JoEl’s accusation toward Miguel Chico is a chiasmus that encapsulates their contrary positions within the Angel clan and the family’s paradoxical nature. The statement articulates the irony of their respective fates: Miguel Chico, the successful but distant academic, is valued for the status he brings, while JoEl, who remains physically and emotionally enmeshed, is rejected for his vulnerability. This reveals the family’s conditional form of love, which prizes appearance over genuine connection.

“‘I am the manipulator and the manipulated.’ It put its velvet paw in Miguel Chico’s hand and forced him to hold it tightly against his gut right below the appliance at his side. ‘I am the victim and slayer,’ the creature continued.”


(Chapter 6, Page 159)

In this dream sequence, the monster personifies the cyclical trauma and secrets that define the Angel family. Its paradoxical declarations—“manipulator and the manipulated,” “victim and slayer”—articulate a core tenet of the family’s dysfunction, where individuals are both harmed by and complicit in perpetuating pain. By physically connecting this psychological burden to Miguel Chico’s surgical appliance, the dream literalizes the motif of the body and illness, showing how emotional wounds manifest as physical ones.

“[N]ow that she was gone, the child in the picture held only a ghost by the hand and was free to tell the family secrets.”


(Chapter 6, Page 160)

This passage reveals Miguel Chico’s primary motivation as the narrator and establishes the novel’s core project of unearthing buried truths. The metaphor of holding a “ghost by the hand” symbolizes his psychological release from Mama Chona’s authority, framing her death as the event that liberates his voice. The act of storytelling is positioned here as an act of freedom, directly addressing the motif of secrets and silence by suggesting that breaking the silence is the only way to process the past.

“Rivers, rivulets, fountains and waters flow,

but never return to their joyful beginnings;

anxiously they hasten on to the vast realms of the Rain God.”


(Chapter 6, Page 162)

This excerpt from the Netzahualcóyotl poem, which gives the novel its title, introduces the central symbol of the Rain God.
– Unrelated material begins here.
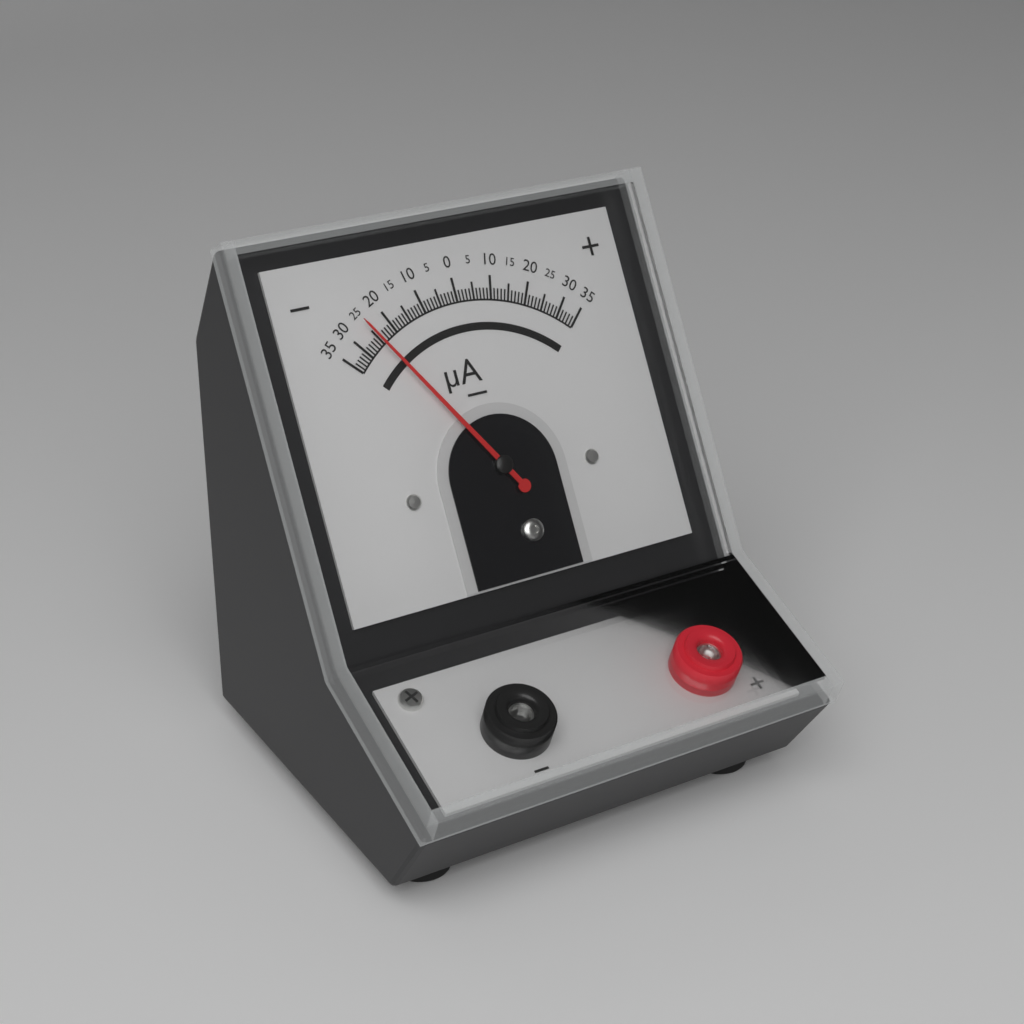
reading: -25 µA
The imagery of water flowing inexorably toward a final destination serves as a metaphor for the fatalistic trajectory of human life, where all individuals are subject to the indifferent forces of time and mortality. This pre-Columbian worldview offers a stark contrast to the Catholic belief system that dominates the family, infusing the narrative with a sense of cosmic tragedy and predestination.
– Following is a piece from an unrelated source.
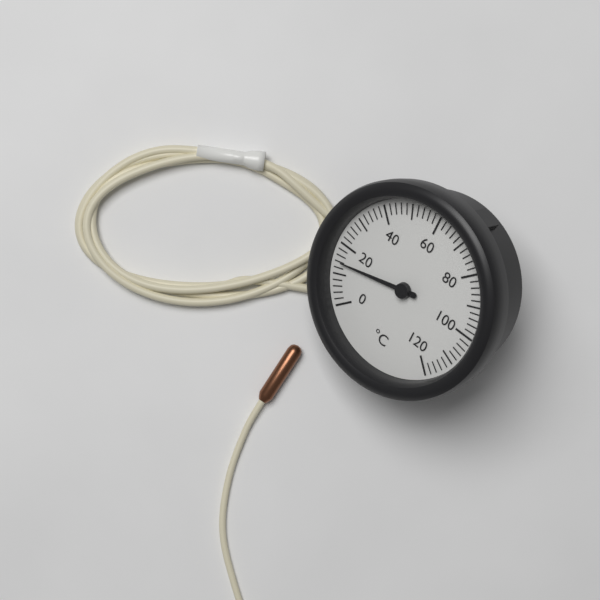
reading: 14 °C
“Now I think I should have murdered him, God forgive me.”


(Chapter 6, Page 168)

Spoken by the pious Jesus Maria regarding Mema’s illegitimate son, this statement exposes the violent extremity of the family’s obsession with honor. The juxtaposition of a homicidal impulse with a plea for divine forgiveness reveals a moral hypocrisy. This utterance shows how the family’s rigid religious and social codes, intended to preserve purity, can instead breed cruelty, illustrating a destructive aspect of the contradictions of cultural and religious inheritance.